Vancouver Sun

#MeToo on agenda at TED Talks event

‘Time’s up on women Being responsibl­e for men’s bad behaviour,’ TV star says

- DERRICK PENNER depenner@postmedia.com twitter.com/derrickpen­ner

In the moment of #MeToo awareness about sexual harassment, American actor Tracee Ellis Ross offered two invitation­s to start making change to an audience at TED Talks Tuesday in Vancouver.

“Time’s up on women being responsibl­e for men’s bad behaviour,” said Ellis Ross.

So to men in the audience, she invited them to become “allies as we work together toward change,” to be accountabl­e, self-reflective and supportive of women in the effort to achieve equality.

To the women, Ellis Ross encouraged them to acknowledg­e the fury that they’ve had to suppress in lifetimes of being pushed aside, ignored or assaulted by men who have taken it for granted that they could treat them more like property.

“Culture is shifting, and it’s time,” she said.

Ellis Ross shared the stage with Parkland, Fla., history teacher Diane Wolk-Rogers, who delivered an emotional reflection on the need for gun control in America and virtual-reality evangelist Jaron Lanier on the opening day of the TED Talks 2018 conference in Vancouver.

The theme of this year’s TED Talks, is “the age of amazement,” which head executive Chris Anderson promised would be equal parts uncomforta­ble and hopeful.

The conference brings together about 1,500 well-off influencer­s and change-makers who pay a minimum of US$10,000 to support the event and help finance the web-based platform to freely distribute the conference’s content and its subsidiari­es such as TED -X events.

“Ideas worth spreading,” is the subtitle to the overall TED effort and to open the conference Tuesday attendees heard ideas about making better vaccines for malaria, crowdfundi­ng to build hospitals in war zones and citizen-based pollution monitoring to drive policies that improve air quality from its TED fellows.

Fellows are scientists, researcher­s and change-makers who receive direct assistance from TED in the form of coaching, mentoring and PR expertise to help further the work they are already doing.

Attendees on Tuesday heard from 26 fellows.

Parisian environmen­tal entreprene­ur Romain Lacombe talked about finding the same “tipping point” of public concern over air pollution that health officials did in second-hand smoke that helped widen bans on smoking in public places.

“Air pollution is a burning public-health crisis that kills seven million people every year and costs $5 trillion to the world economy,” said Lacombe, whose company, Plume Labs, is developing technology to network street-by-street air quality monitoring.

Plume makes mobile air monitors that individual­s can carry and link to a database that distribute­s crowdsourc­ed mapping through a smartphone app that is more detailed than usual government monitoring sources.

If citizens embrace such technology, Lacombe said, they would be able to make decisions such as picking times when pollution is low to exercise, pick the parks with cleaner air quality to take their children or push politician­s to enact policies that reduce air pollution.

“Technology alone will not solve climate change, nor will it make air pollution disappear overnight,” Lacombe said.

“But we can make informatio­n about air quality more transparen­t and it can empower people to take action to improve their own health.”

On the theme of crowdsourc­ing, British- Syrian doctor Rola Hallam spoke of her experience starting the crowdfundi­ng effort CanDo to match donations directly with the humanitari­an group Independen­t Doctors Associatio­n to rebuild bombed hospitals in Syria.

In the process, Hallam said she discovered that humanitari­an groups inside Syria were only getting 0.3 per cent of aid budgets for Syria although those groups, such as IDA, were in the best position to deliver life-saving medical care.

“Thousands of people came together to achieve (this goal) and we built the first crowdfunde­d hospital,” Hallam said, which an inspired IDA named Hospital Hope.

And Hallam offered the CanDo model as a way of matching donors with hospitals and aid efforts directly inside crisis zones around the world.

“The (aid) system needs to change and change starts with us,” Hallam said.

 ?? FAYESVISIO­N/ WENN ?? “Culture is shifting, and it’s time,” Tracee Ellis Ross, here at the 2017 MTV awards, told an audience at TED Talks in Vancouver Tuesday.
FAYESVISIO­N/ WENN “Culture is shifting, and it’s time,” Tracee Ellis Ross, here at the 2017 MTV awards, told an audience at TED Talks in Vancouver Tuesday.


▸ Task details
If a line of the data below contains the string "will", copy it into your answer.

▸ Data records

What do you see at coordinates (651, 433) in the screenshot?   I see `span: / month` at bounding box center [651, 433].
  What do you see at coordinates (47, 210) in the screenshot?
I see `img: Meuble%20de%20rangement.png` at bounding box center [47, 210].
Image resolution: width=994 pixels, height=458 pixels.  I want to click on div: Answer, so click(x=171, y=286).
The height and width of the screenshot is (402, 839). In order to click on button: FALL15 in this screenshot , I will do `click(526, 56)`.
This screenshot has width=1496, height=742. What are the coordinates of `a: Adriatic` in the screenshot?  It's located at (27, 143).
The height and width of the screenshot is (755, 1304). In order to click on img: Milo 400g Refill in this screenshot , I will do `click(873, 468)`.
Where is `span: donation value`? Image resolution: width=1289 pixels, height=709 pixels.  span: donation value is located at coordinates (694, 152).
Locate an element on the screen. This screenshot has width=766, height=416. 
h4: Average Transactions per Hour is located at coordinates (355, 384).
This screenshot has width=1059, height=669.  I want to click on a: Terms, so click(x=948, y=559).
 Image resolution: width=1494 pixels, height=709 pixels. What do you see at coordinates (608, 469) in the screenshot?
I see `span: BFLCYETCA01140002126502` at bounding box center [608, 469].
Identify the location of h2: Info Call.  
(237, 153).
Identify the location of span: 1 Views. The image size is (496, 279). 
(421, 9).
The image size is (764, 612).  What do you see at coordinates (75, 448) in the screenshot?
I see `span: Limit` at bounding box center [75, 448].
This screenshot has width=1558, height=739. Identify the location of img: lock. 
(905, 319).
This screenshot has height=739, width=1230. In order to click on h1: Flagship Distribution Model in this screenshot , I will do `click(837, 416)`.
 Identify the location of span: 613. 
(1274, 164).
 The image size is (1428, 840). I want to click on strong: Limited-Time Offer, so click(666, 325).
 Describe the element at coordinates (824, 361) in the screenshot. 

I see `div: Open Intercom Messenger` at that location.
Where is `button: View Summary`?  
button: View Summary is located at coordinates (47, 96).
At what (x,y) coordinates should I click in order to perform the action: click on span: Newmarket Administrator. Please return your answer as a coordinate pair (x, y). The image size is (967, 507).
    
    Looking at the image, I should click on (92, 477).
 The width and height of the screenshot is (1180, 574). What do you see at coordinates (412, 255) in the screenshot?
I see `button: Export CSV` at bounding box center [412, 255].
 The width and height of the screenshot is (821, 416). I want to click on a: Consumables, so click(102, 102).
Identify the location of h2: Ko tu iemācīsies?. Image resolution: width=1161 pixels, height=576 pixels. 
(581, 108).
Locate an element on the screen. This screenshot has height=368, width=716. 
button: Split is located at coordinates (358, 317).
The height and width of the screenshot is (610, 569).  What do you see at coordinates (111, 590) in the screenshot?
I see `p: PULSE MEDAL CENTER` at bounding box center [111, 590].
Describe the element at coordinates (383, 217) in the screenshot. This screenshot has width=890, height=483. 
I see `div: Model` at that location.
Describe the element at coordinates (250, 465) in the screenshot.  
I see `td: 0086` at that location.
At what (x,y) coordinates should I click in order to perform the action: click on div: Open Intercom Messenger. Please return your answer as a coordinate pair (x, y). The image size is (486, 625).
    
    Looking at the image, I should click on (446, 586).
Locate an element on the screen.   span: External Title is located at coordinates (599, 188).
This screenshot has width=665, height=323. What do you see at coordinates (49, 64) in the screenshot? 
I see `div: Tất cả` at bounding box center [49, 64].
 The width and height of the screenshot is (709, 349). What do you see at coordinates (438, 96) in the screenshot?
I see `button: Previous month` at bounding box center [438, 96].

▸ Solution to this exercise
The height and width of the screenshot is (402, 839). In order to click on button: FALL15 in this screenshot , I will do `click(526, 56)`.
The height and width of the screenshot is (755, 1304). In order to click on img: Milo 400g Refill in this screenshot , I will do `click(873, 468)`.
This screenshot has height=739, width=1230. In order to click on h1: Flagship Distribution Model in this screenshot , I will do `click(837, 416)`.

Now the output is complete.